Tensions have risen sharply between the world's two largest economies in recent years, especially over Taiwan, the self-governing democracy that Beijing claims and has not ruled out seizing by force.
Blinken is due in Beijing on Sunday for talks aimed at calming nerves, after a previous planned visit was abruptly cancelled in February.
But in their call, which took place Wednesday Beijing time, Qin warned that relations between the two countries had faced "new difficulties and challenges" since the beginning of the year.
"It's clear who is responsible," Qin said, according to a Chinese foreign ministry readout of a phone call between the two high-ranking diplomats.
"China has always viewed and managed China-US relations in accordance with the principles of mutual respect, peaceful coexistence and win-win cooperation put forward by President Xi Jinping," he added.
"Spoke tonight with PRC State Councilor and Foreign Minister Qin Gang by phone," Blinken said on Twitter. "Discussed ongoing efforts to maintain open channels of communication as well as bilateral and global issues."
State Department spokesman Matthew Miller said Blinken had stressed "the importance of maintaining open lines of communication to responsibly manage the US-PRC relationship to avoid miscalculation and conflict" with Qin.
Blinken also "made clear the US would continue to use diplomatic engagements to raise areas of concern as well as areas of potential cooperation", Miller said.
Blinken is expected to arrive in Beijing on June 18, the first trip by a top US diplomat to China since his predecessor Mike Pompeo in October 2018, US officials have said on condition of anonymity.
Presidents Joe Biden and Xi met in Bali in November and agreed to try to prevent already high tensions from soaring out of control, including by sending Blinken to Beijing.
But Blinken abruptly cancelled a trip scheduled in early February after the United States said it detected -- and later shot down -- a Chinese surveillance balloon flying over the US mainland, drawing fury from US lawmakers and denials by Beijing.
The two sides have more recently looked again to keep tensions in check including with an extensive, closed-door meeting between Biden's national security advisor, Jake Sullivan, and senior Chinese diplomat Wang Yi in Vienna last month.
And Biden has sought limited areas for cooperation with China, such as climate change, in contrast with the more fully adversarial position adopted at the end of the administration of his predecessor Donald Trump.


__Task brief__: For the records below, print the lines from the line with "The image size is (749, 685)." through the line with "This screenshot has width=988, height=490." exactly as written; include both end lines and exclude the rest.

────────────────

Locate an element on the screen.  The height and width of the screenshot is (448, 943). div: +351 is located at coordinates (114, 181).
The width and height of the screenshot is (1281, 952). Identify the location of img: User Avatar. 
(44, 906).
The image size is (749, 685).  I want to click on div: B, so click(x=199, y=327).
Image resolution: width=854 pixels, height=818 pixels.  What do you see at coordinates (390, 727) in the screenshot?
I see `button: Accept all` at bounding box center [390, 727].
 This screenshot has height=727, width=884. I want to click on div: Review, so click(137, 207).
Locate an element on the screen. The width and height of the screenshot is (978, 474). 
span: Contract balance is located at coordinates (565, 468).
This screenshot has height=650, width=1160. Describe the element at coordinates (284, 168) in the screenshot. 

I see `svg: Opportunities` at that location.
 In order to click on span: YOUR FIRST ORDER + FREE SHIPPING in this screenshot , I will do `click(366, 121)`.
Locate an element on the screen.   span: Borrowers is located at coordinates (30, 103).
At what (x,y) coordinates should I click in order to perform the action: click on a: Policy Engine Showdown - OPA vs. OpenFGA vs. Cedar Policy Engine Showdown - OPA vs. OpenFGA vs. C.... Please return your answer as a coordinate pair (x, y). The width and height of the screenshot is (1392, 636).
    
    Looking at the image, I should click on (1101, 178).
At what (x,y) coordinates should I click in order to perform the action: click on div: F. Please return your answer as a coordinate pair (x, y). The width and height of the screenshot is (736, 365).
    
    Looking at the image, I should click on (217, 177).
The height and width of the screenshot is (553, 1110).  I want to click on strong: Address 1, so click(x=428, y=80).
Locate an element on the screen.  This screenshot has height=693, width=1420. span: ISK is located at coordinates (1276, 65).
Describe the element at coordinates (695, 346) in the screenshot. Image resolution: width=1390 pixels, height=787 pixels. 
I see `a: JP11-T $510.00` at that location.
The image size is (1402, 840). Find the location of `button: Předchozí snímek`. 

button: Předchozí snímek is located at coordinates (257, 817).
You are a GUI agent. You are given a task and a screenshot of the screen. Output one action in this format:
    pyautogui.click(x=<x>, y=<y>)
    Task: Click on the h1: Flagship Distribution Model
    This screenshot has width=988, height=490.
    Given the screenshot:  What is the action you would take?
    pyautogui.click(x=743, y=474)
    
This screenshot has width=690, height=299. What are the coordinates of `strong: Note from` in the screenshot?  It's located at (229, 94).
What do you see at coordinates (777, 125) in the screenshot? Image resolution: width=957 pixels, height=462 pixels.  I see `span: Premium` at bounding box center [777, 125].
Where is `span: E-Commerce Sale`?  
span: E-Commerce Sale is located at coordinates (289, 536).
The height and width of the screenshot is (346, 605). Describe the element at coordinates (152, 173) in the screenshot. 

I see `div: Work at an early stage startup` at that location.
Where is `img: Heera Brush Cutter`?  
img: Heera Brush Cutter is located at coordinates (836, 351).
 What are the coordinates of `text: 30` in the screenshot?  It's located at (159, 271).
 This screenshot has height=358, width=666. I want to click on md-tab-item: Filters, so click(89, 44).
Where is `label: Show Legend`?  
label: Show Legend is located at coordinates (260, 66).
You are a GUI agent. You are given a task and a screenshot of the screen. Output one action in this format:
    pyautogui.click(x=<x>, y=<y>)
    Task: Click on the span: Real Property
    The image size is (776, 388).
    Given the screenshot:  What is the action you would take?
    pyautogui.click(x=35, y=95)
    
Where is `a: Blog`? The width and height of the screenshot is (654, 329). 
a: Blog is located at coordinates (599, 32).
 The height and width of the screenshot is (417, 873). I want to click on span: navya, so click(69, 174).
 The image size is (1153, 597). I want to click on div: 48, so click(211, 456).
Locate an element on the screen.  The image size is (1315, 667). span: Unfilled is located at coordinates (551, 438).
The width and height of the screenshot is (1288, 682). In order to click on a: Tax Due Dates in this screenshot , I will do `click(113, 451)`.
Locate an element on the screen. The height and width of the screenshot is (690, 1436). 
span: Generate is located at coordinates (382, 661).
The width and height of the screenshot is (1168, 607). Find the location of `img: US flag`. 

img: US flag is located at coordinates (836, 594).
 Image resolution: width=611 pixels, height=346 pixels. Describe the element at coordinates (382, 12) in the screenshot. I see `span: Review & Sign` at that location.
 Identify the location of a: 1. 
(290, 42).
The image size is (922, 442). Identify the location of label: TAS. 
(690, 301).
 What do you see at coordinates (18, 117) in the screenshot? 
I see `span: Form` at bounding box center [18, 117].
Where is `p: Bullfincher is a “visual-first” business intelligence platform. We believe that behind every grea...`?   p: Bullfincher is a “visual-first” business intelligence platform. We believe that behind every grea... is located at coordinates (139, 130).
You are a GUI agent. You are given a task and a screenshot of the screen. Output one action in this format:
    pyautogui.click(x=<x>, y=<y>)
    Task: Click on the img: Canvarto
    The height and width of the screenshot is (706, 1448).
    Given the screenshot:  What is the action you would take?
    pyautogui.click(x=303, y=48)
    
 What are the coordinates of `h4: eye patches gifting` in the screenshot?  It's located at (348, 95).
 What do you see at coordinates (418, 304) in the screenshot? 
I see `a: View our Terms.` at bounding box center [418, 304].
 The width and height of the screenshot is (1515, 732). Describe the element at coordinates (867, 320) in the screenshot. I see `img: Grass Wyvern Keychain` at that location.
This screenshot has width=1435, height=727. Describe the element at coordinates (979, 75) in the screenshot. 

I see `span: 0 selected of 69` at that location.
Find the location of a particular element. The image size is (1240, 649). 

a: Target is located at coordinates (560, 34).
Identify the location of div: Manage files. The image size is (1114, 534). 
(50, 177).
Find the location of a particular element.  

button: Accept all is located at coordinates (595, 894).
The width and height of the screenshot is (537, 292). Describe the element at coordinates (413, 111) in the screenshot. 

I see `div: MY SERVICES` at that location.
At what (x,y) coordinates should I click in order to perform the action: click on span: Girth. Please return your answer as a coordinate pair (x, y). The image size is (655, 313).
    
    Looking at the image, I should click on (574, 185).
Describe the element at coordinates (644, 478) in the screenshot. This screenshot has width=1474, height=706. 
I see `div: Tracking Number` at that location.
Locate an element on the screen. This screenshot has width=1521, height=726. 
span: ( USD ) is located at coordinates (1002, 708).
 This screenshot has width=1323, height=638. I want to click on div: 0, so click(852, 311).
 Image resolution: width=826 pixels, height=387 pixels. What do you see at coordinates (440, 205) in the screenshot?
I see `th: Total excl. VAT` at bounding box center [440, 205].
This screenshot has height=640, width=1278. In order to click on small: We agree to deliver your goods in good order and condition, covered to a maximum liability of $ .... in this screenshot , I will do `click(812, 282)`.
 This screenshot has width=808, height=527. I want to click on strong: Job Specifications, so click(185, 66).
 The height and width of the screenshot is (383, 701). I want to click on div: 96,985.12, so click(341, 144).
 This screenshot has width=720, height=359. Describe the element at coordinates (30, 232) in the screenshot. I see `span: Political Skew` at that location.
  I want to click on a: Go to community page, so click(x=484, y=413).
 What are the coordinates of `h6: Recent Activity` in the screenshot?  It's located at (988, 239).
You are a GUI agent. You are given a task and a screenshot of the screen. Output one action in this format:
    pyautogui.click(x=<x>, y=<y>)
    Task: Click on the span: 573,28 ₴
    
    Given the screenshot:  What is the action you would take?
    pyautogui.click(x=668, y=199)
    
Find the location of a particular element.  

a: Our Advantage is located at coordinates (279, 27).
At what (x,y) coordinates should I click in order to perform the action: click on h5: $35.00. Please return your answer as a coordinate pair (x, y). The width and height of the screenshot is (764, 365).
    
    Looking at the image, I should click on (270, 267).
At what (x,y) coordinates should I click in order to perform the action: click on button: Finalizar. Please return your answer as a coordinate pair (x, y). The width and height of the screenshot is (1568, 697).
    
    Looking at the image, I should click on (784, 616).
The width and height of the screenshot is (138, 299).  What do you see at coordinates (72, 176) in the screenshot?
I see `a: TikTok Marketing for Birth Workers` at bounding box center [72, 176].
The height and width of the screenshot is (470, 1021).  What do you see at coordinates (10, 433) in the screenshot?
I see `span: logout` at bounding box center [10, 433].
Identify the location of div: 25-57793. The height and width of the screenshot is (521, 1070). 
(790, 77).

────────────────

__Result of this exercise__:
The image size is (749, 685).  I want to click on div: B, so click(x=199, y=327).
Image resolution: width=854 pixels, height=818 pixels.  What do you see at coordinates (390, 727) in the screenshot?
I see `button: Accept all` at bounding box center [390, 727].
 This screenshot has height=727, width=884. I want to click on div: Review, so click(137, 207).
Locate an element on the screen. The width and height of the screenshot is (978, 474). 
span: Contract balance is located at coordinates (565, 468).
This screenshot has height=650, width=1160. Describe the element at coordinates (284, 168) in the screenshot. 

I see `svg: Opportunities` at that location.
 In order to click on span: YOUR FIRST ORDER + FREE SHIPPING in this screenshot , I will do `click(366, 121)`.
Locate an element on the screen.   span: Borrowers is located at coordinates (30, 103).
At what (x,y) coordinates should I click in order to perform the action: click on a: Policy Engine Showdown - OPA vs. OpenFGA vs. Cedar Policy Engine Showdown - OPA vs. OpenFGA vs. C.... Please return your answer as a coordinate pair (x, y). The width and height of the screenshot is (1392, 636).
    
    Looking at the image, I should click on (1101, 178).
At what (x,y) coordinates should I click in order to perform the action: click on div: F. Please return your answer as a coordinate pair (x, y). The width and height of the screenshot is (736, 365).
    
    Looking at the image, I should click on (217, 177).
The height and width of the screenshot is (553, 1110).  I want to click on strong: Address 1, so click(x=428, y=80).
Locate an element on the screen.  This screenshot has height=693, width=1420. span: ISK is located at coordinates (1276, 65).
Describe the element at coordinates (695, 346) in the screenshot. Image resolution: width=1390 pixels, height=787 pixels. 
I see `a: JP11-T $510.00` at that location.
The image size is (1402, 840). Find the location of `button: Předchozí snímek`. 

button: Předchozí snímek is located at coordinates (257, 817).
You are a GUI agent. You are given a task and a screenshot of the screen. Output one action in this format:
    pyautogui.click(x=<x>, y=<y>)
    Task: Click on the h1: Flagship Distribution Model
    This screenshot has width=988, height=490.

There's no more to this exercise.